With a diplomatic solution that could have been had very early on that instead was deliberately derailed by the United States and NATO and now has resulted in the destruction of Ukraine, hundreds of billions of dollars spent, hundreds of thousands of lives of young Ukrainian and young Russian men extinguished, including huge numbers who were forced against their will to go and fight.
It just gives you a sense of how war is so common in Washington that they really don't think much about it at all before they vote yes on it.
There was a lot going on in that dynamic that I think you could think about as well.
There's another Michael interview.
This one was with Congressman Jim McGovern of Massachusetts that we were going to show you.
It's not like it's so earth-shattering.
It's just Congressman McGovern's behavior there was quite notable without...
Asserting it definitively, you may have seen that in the confirmation hearing for Pete Hegseth, they were asking him a lot about his alcohol use and showing up for work inebriated.
And Senator Mark Wayne Miller, the Republican of Oklahoma, said, this is incredible hypocrisy.

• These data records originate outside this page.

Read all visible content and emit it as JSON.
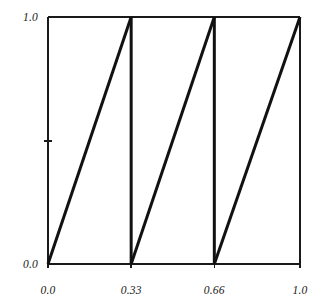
{
  "figure": {
    "background_color": "#ffffff",
    "frame_color": "#1a1a1a",
    "line_color": "#111111",
    "width": 318,
    "height": 306
  },
  "axes": {
    "left_px": 48,
    "right_px": 300,
    "top_px": 17,
    "bottom_px": 264,
    "x_ticks": [
      {
        "value": 0.0,
        "label": "0.0",
        "labeled": true
      },
      {
        "value": 0.33,
        "label": "0.33",
        "labeled": true
      },
      {
        "value": 0.66,
        "label": "0.66",
        "labeled": true
      },
      {
        "value": 1.0,
        "label": "1.0",
        "labeled": true
      }
    ],
    "y_ticks": [
      {
        "value": 0.0,
        "label": "0.0",
        "labeled": true
      },
      {
        "value": 0.5,
        "label": "",
        "labeled": false
      },
      {
        "value": 1.0,
        "label": "1.0",
        "labeled": true
      }
    ]
  },
  "chart_data": {
    "type": "line",
    "title": "",
    "subtitle": "",
    "xlabel": "",
    "ylabel": "",
    "xlim": [
      0.0,
      1.0
    ],
    "ylim": [
      0.0,
      1.0
    ],
    "grid": false,
    "legend": null,
    "legend_position": "none",
    "xticks": [
      0.0,
      0.33,
      0.66,
      1.0
    ],
    "xticklabels": [
      "0.0",
      "0.33",
      "0.66",
      "1.0"
    ],
    "yticks": [
      0.0,
      0.5,
      1.0
    ],
    "yticklabels": [
      "0.0",
      "",
      "1.0"
    ],
    "series": [
      {
        "name": "sawtooth",
        "color": "#111111",
        "linewidth": 3,
        "segments": [
          {
            "x": [
              0.0,
              0.33
            ],
            "y": [
              0.0,
              1.0
            ]
          },
          {
            "x": [
              0.33,
              0.33
            ],
            "y": [
              1.0,
              0.0
            ]
          },
          {
            "x": [
              0.33,
              0.66
            ],
            "y": [
              0.0,
              1.0
            ]
          },
          {
            "x": [
              0.66,
              0.66
            ],
            "y": [
              1.0,
              0.0
            ]
          },
          {
            "x": [
              0.66,
              1.0
            ],
            "y": [
              0.0,
              1.0
            ]
          }
        ],
        "x": [
          0.0,
          0.33,
          0.33,
          0.66,
          0.66,
          1.0
        ],
        "y": [
          0.0,
          1.0,
          0.0,
          1.0,
          0.0,
          1.0
        ]
      }
    ]
  }
}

So many of you, either yourselves or people you know, show up here all the time drunk and you never say anything.
Why don't you ask them to resign?
And he made a lot of accusations like that.
And you should take a look at that interview that Michael did with the congressman from Massachusetts.
We also have a roundtable that Michael did with the great free speech lawyer Janine Yunus along with Aaron Mate on the ceasefire and everything going on in Israel.
So there's a lot of exclusive content that we have.
Other interviews as well.
We're going to put them on Locals throughout the week.
So if you're not a member of Locals...
And you would like to join, as I said, there's always a lot of original, exclusive content that we don't have time to put here that's still a very high quality.
We also have after shows twice a week, every Tuesday and Thursday, where we take your questions and respond to your feedback and critiques and hear your suggestions for future shows.
We have a lot of features there, including written transcripts of every program we broadcast here, we publish there the next day.
And most of all, it really is the community that enables this show to happen.
It's the community on which we rely to support the independent journalism that we do here every night.
All you have to do is click the join button right below the video player on the Rumble page and it will take you directly to that community.
For those of you who have been watching this show, we are, needless to say, very appreciative and we hope to see you back tomorrow night and every night at 7:00 p.m. Eastern.